Editor's Notes
 Monday, November 10, 2008
The Love Song of Monkey
Michael S. A. Graziano
Leapfrog Press
Softcover
978-0-9815148-0-2

If this book had a different title, it would be perfect. Just after he was stuffed into a suitcase by his wife and her lover (who was also his mad doctor) but before he was thrown off a motorboat into the Atlantic, chained to a statue of Venus taken from his own living room, that title was nagging at me. Monkey Man?

Here’s a guy, dying of AIDs and he’s offered the possibility of a complete cure, a better-than-new-cure, but only if he can endure indescribable pain for an hour. Okay, he does describe it:

"Some piece of equipment turned on with a harsh buzzing sound. Then the laser beam hit the bottom of my feet…. If I hadn’t been held down on the table I would have convulsed like a fish and crashed onto the floor. No person could have withstood that pain for any hope or goal. It vaporized my strength of will. I didn’t know anything except my feet. The pain lay in a precise plane, like a deli slicer, the rotating blade taking microscopically thin slices one by one, starting from the bottom of my feet and working its way upward. It seemed that every virus particle was a twist of metal, a splinter that needed to be wriggled and wrenched out, torturing the flesh around it. Every bacterium had to be exploded and the shrapnel scraped out with a blunt spatula. Every blemish, every bit of scar tissue, cut with a microscopic scalpel and excised. This was not the torture of a thousand knives. It was six hundred billion knives and drills and lit matches concentrated into one layer of flesh."

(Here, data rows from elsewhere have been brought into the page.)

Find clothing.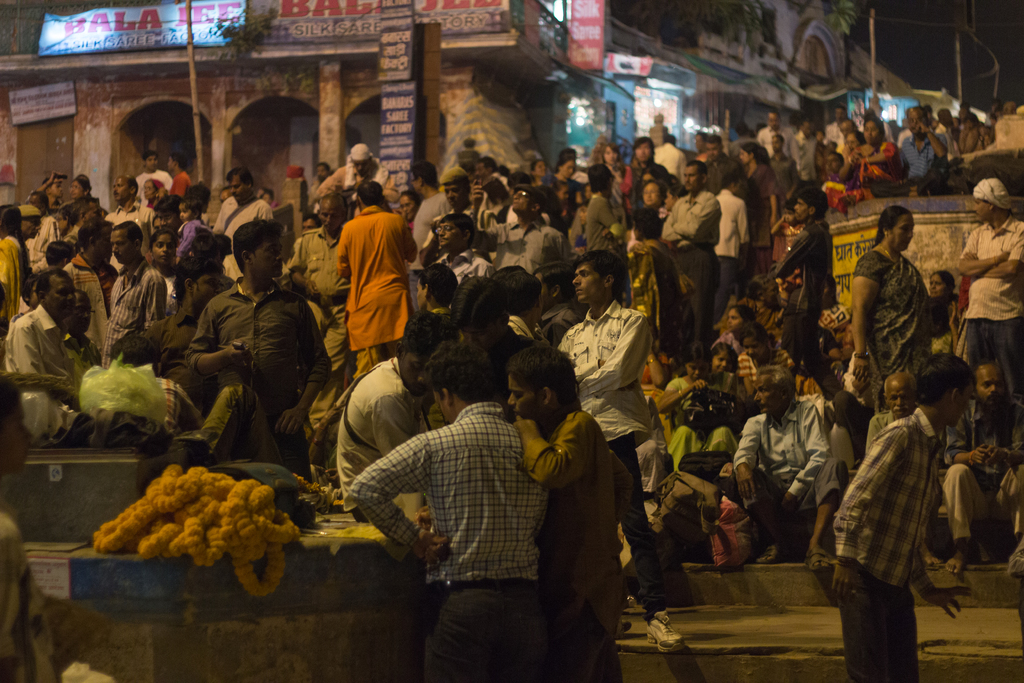
region(486, 229, 573, 295).
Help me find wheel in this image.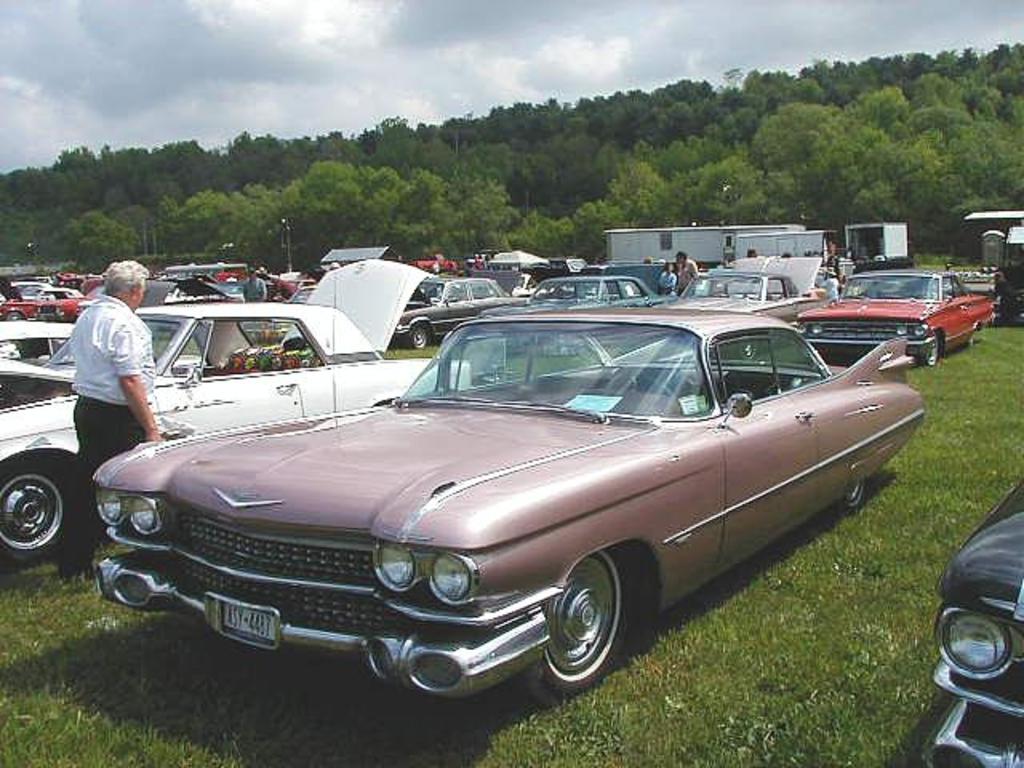
Found it: (x1=838, y1=475, x2=864, y2=506).
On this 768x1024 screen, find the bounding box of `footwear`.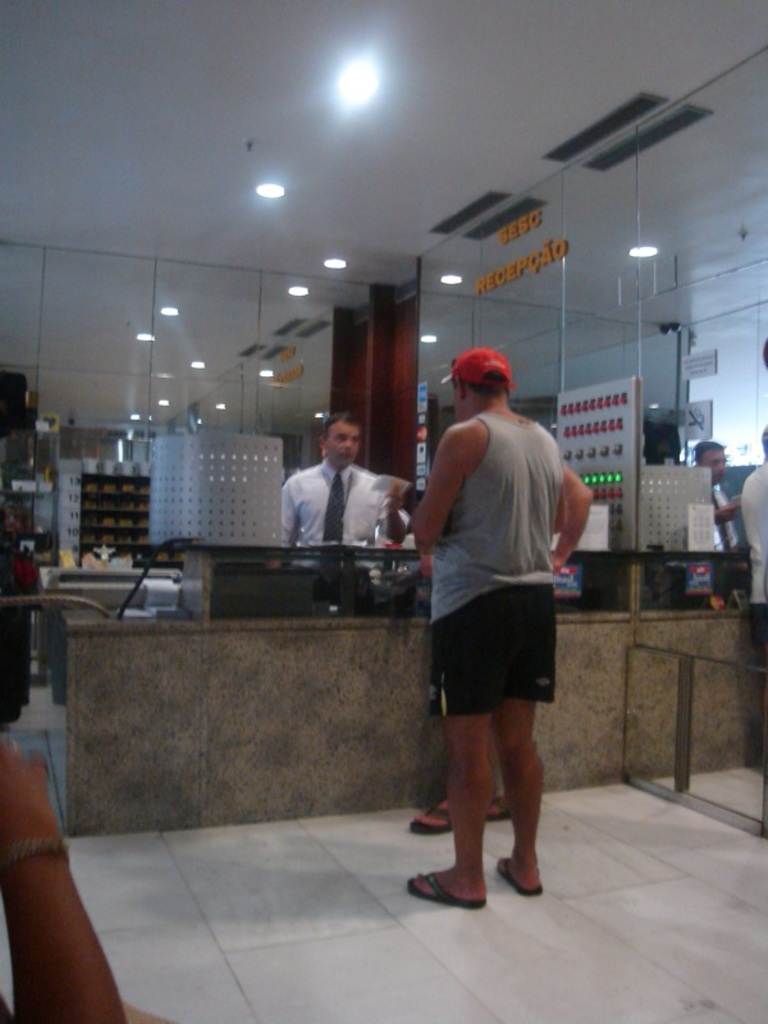
Bounding box: (411, 795, 453, 836).
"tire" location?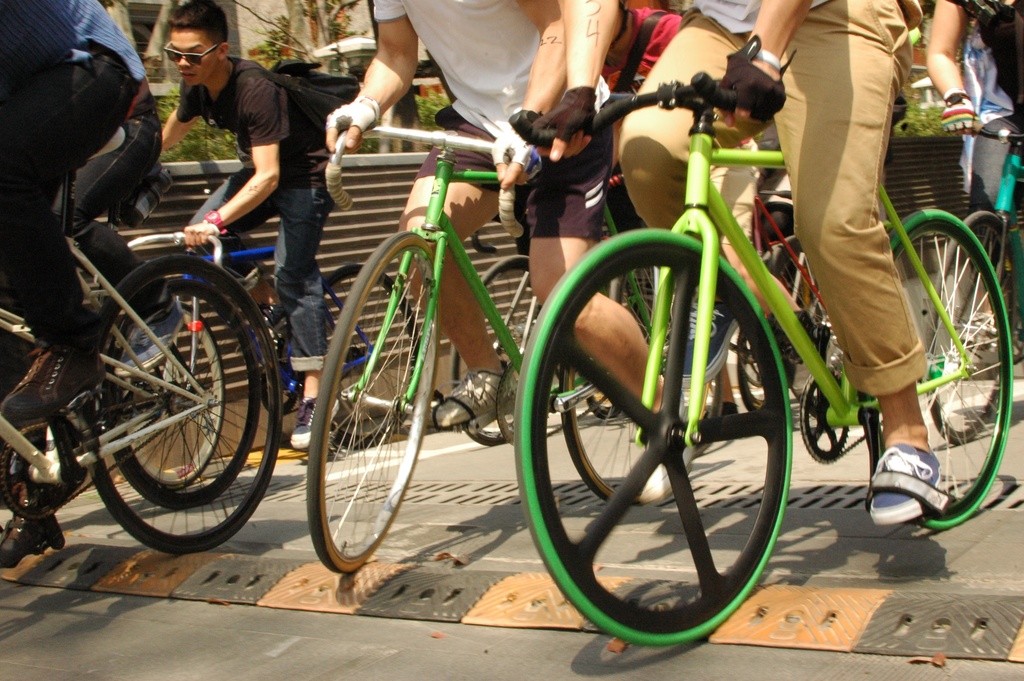
{"x1": 565, "y1": 267, "x2": 706, "y2": 505}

Graziano is a psychology professor at Princeton and author of several other books, as well as articles published in the New York Times, Science Magazine, and Glamour blending fiction, music, and science. The Love Song of Monkey is fabulously imagined and seriously considered and very funny. A kind of fairytale antithesis on the meaning of existence.

Now, if it weren’t for that title. It’s a little thorn. It announces itself boldly in the title, nags where it’s remembered during almost the whole book, then sneaks in at the end and squats there, black-caped, hook-handed.

Look, it’s only 152 pages long. It’s fantastic. It has a wonderful ending. Read it and tell me what you think.